Governance Without Bureaucracy
Enterprise AI governance often means committees, long policies, and slow approvals. Mid-sized companies do not have that luxury. They need governance that is clear, lightweight, and tied to real risk.
The aim is not to copy what large enterprises do. It is to have enough structure so that when you scale AI across more processes, you know what is allowed, who is in charge, and how you will handle problems. That can be done in a few pages and a handful of clear rules.
What You Actually Need
Three things are enough to start:
Boundaries. Where will AI be used, and where will it not? Which data can be used for training or inference, and which is off-limits? Write this down in a short policy or decision log.
Controls. Who can deploy or change AI-assisted workflows? Who reviews outputs for sensitive decisions? Define access and review rules for high-impact use cases.
Accountability. Who owns each AI use case? Who is responsible if something goes wrong? Assign owners and document them.
You do not need a 50-page framework. You need these three in place before you scale.
Boundaries answer "can we use AI here?" Controls answer "who can do what?" Accountability answers "who fixes it if it goes wrong?" Get those three clear and you have a workable baseline. You can refine later as you add more use cases or face new risks.
Risk-Sensitive Workflows First
Apply the strictest boundaries and controls to workflows that touch compliance, finance, or personal data. For lower-risk tasks, lighter controls are fine. The goal is to scale safely, not to block progress.

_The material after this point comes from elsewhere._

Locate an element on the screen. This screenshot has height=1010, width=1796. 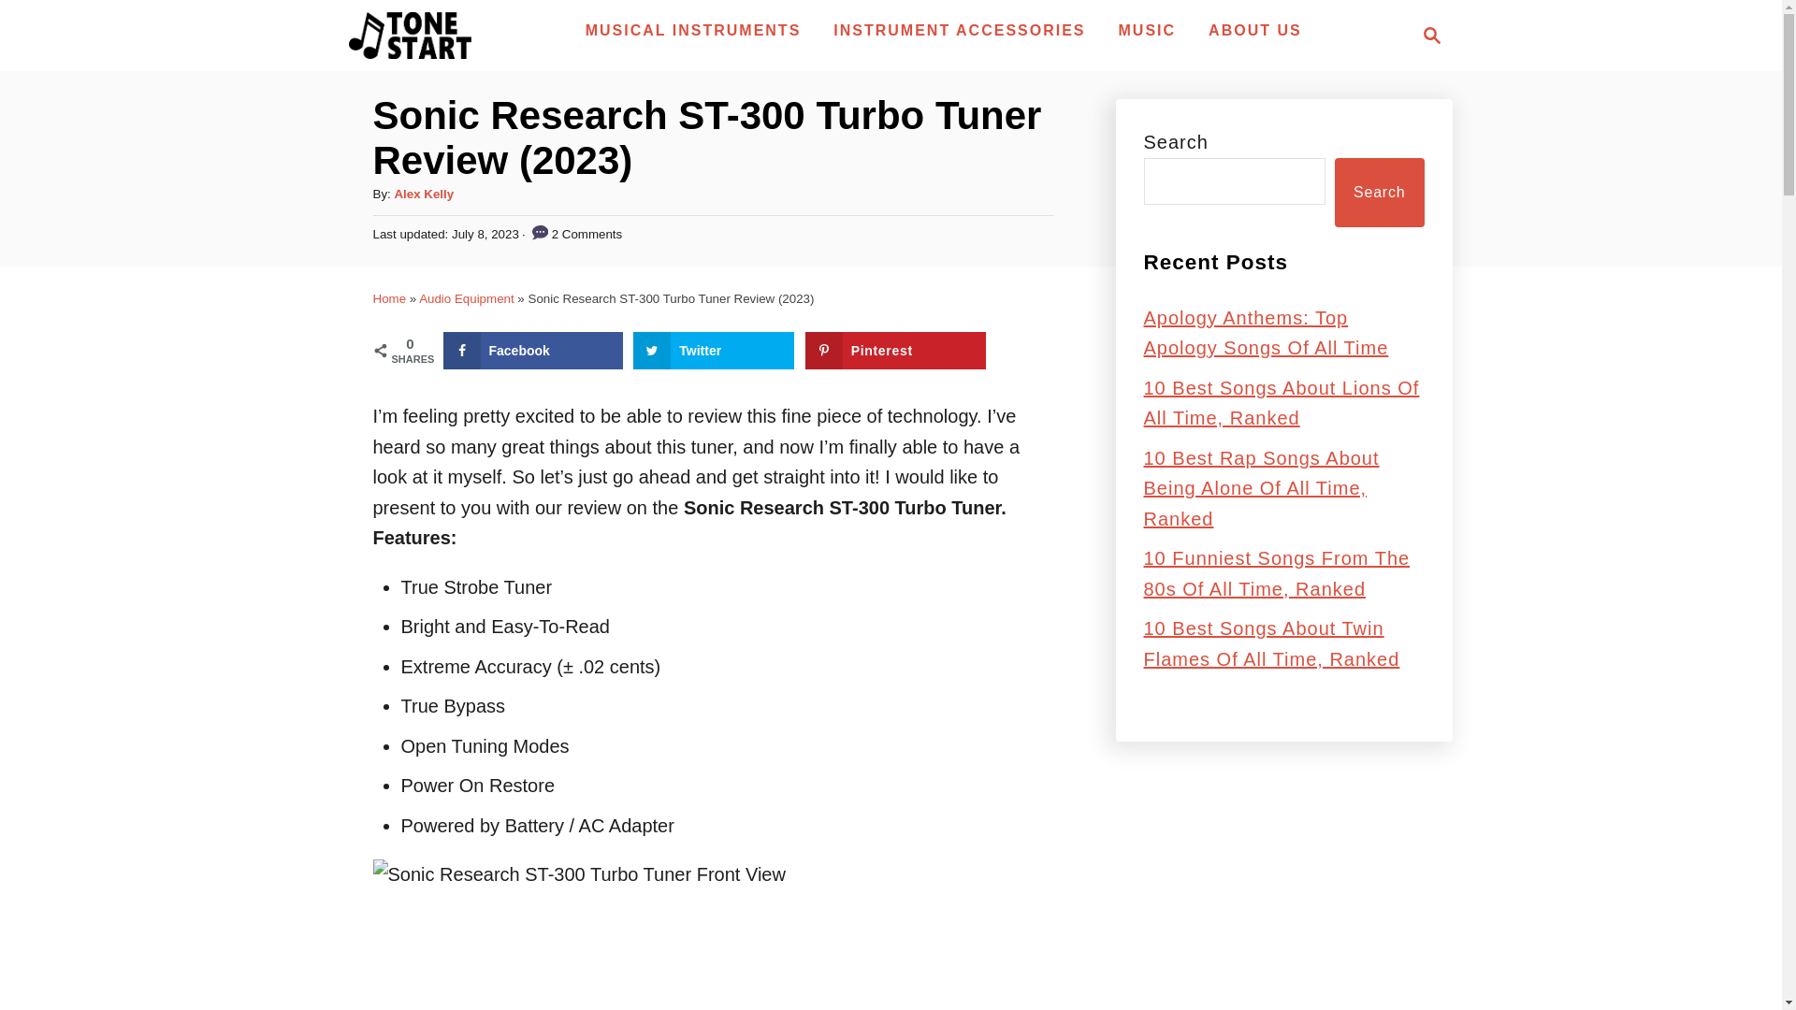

Classify use cases into high, medium, and low risk based on impact and data sensitivity. High-risk gets explicit approval, regular review, and clear ownership. Low-risk might only need a named owner and a note in the decision log. Do not treat everything the same; focus effort where it matters.
Review and Iterate
Governance should evolve. Start with a minimal set of rules, then add clarity as you add use cases. Review quarterly: are boundaries still right? Are controls being followed? Adjust based on what you learn.
Involve the people who run the workflows. They will tell you what is realistic and what gets in the way. Governance that nobody follows is worse than none; keep it simple enough that it becomes part of how you work.
Key Takeaways
Start with boundaries, controls, and accountability — not with enterprise-style bureaucracy.
Apply the strictest governance to risk-sensitive workflows.
Keep governance lightweight and iterate as you scale.